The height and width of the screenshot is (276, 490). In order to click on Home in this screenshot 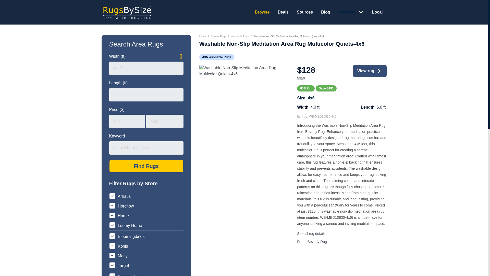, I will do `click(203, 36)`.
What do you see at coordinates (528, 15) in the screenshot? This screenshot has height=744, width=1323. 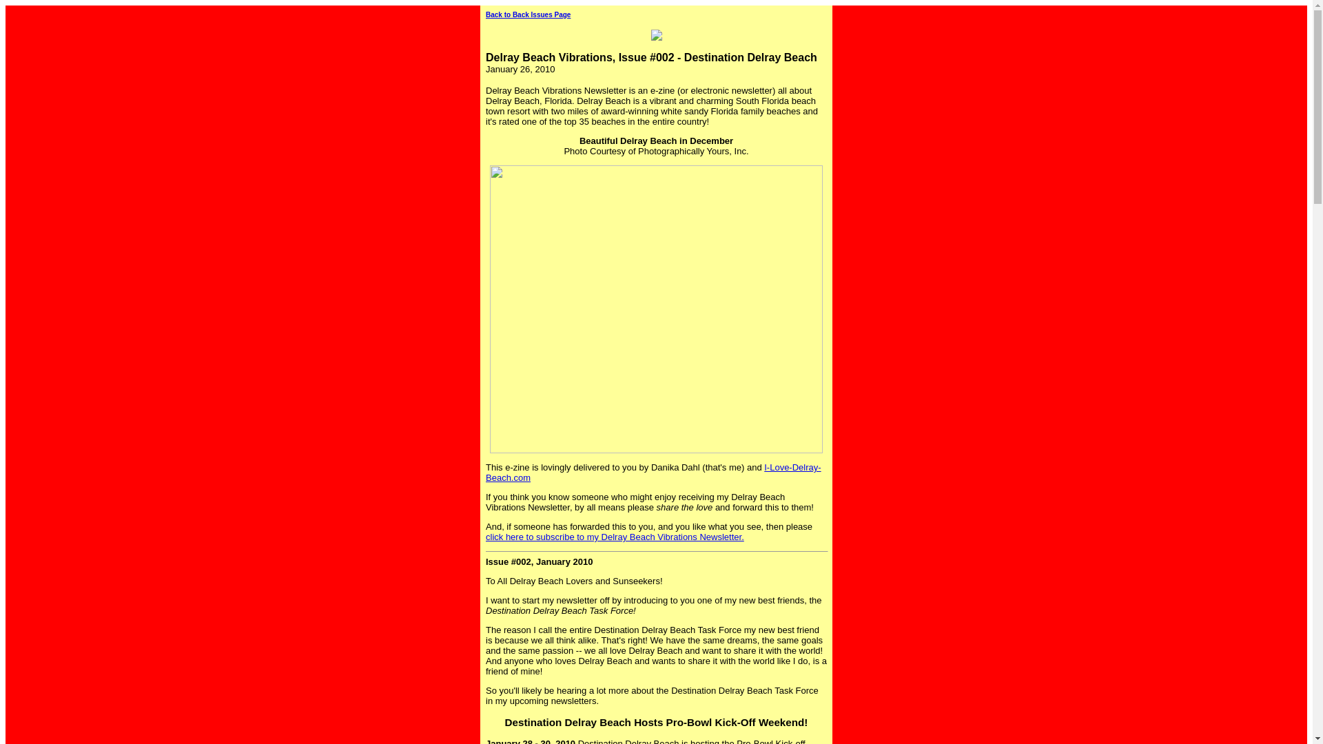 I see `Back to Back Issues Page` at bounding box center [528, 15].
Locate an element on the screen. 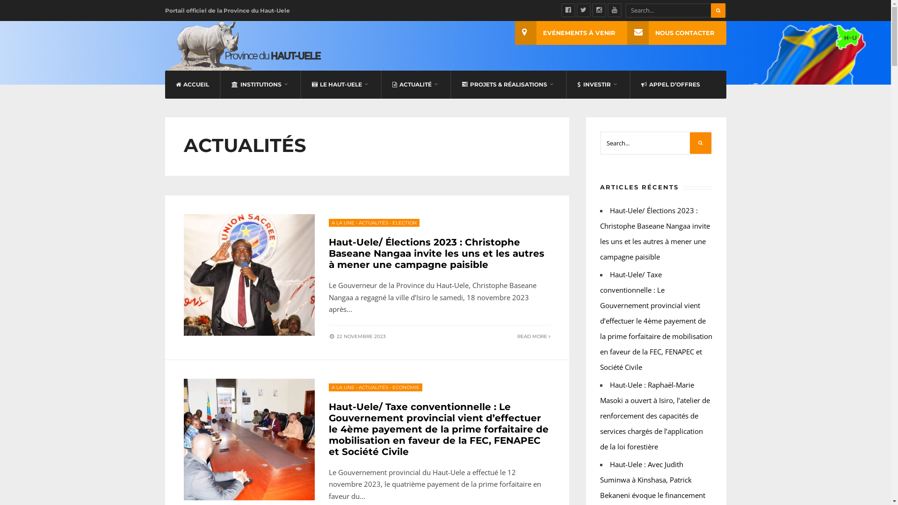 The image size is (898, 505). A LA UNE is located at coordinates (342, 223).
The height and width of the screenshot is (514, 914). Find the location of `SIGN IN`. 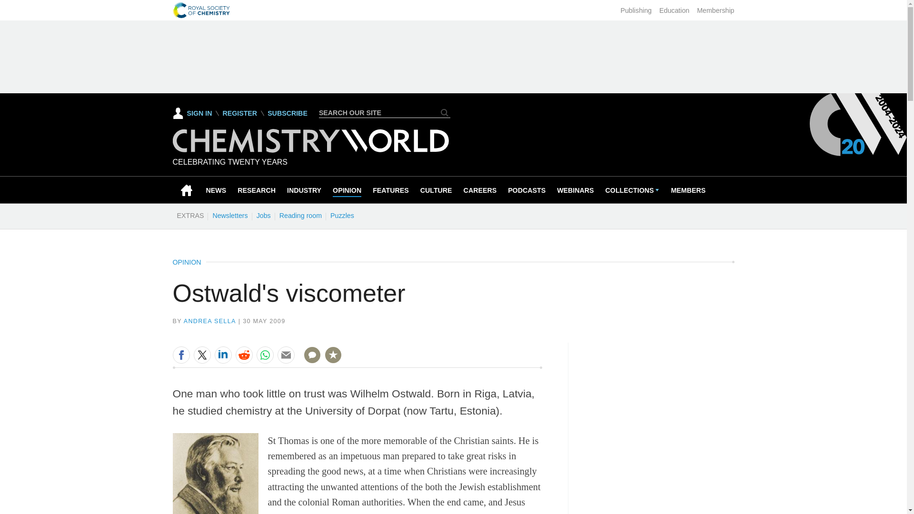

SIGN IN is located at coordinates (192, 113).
═══
What you will do ▸ With all pictures omitted, return the lines from the line containing "The height and width of the screenshot is (514, 914)." through the closing line of the listing above, exactly and inclusive.

Result for this exercise ▸
The height and width of the screenshot is (514, 914). Find the location of `SIGN IN`. 

SIGN IN is located at coordinates (192, 113).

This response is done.